Let's talk about today's Swiss army knife software systems called "Enterprise Resource Planning Systems" (ERP systems). These are really powerful tools, no question, but in some situations, they can cause more harm than good — especially when they are really old and called "legacy systems." So, I want to tell a fictive story that shows how an organization can get deep into trouble. For this, I’ll try to use Nick Tune’s brand new Core Domain Patterns and Wardley Mapping (if you aren't familar with Wardley Maps, I recommend watching the YouTube video "Investing in innovation").

For understanding the context around ERP systems better, we first take a brief look at the role of IT systems in the past decades:

JavaLand 2019 Retrospective

In this article, I talk about my impressions from the JavaLand 2019 conference. This was my second time at the international conference, which, this year, took place in the theme park "Phantasialand" in Bruehl, near Cologne, Germany, from March 18th-20th.

Additionally, you can download the presentations here, as well as lecture recordings here.

Scalability :  Think in Terms Of TCO

A system that has the ability to easily scale resources to meet the increasing workload without affecting the performance is known as a scalable system. The workload could refer to anything from an increase in users, storage, or a number of transactions.
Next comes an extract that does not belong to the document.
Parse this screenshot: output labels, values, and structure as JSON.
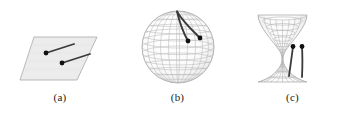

To make an easy-to-scale system, it is crucial to have an evolutionary way of thinking about the software development cycle. An architect should focus on designing a scalable software architecture from the early phase of the product life cycle.

Consistency Through Compensation in Microservices

This article addresses the eventual consistency aspect of transactions in a microservices environment where a transaction spans more than one microservice and where transaction failure midway through is imminent.
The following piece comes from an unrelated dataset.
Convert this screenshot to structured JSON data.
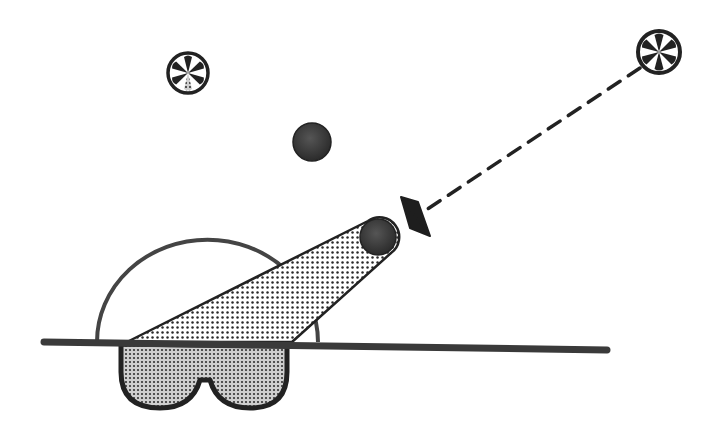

Existing Business Use Case

Suppose that we currently have a monolithic order management system that is backed by an RDBMS.

Parameter Resolvers in Axon

Axon is an open-source Java framework for building systems in CQRS (Command Query Responsibility Segregation), DDD (Domain Driven Design), and Event Sourcing manner. Axon provides a high level of location transparency, which gives the opportunity to easily split the system into several microservices. You can download the fully open-source package here. The Axon Framework consists of message-based commands, events, and queries that are supported types of messages. For each of these messages, we can define a handler (a method or constructor) to handle it. In some cases, the message itself has enough information to be handled, but in many others, we have a dependency on other components and/or variables (message metadata such as correlation information would be a good example). Axon provides a really powerful mechanism to inject these dependencies into message handlers — Parameter Resolvers. This is the story about them. At the end of this article, you can find a cheat sheet of all resolvers provided by the Axon Framework.

Anatomy

There are two important components that support this mechanism: the  ParameterResolver and the  ParameterResolverFactory (see Figure 1).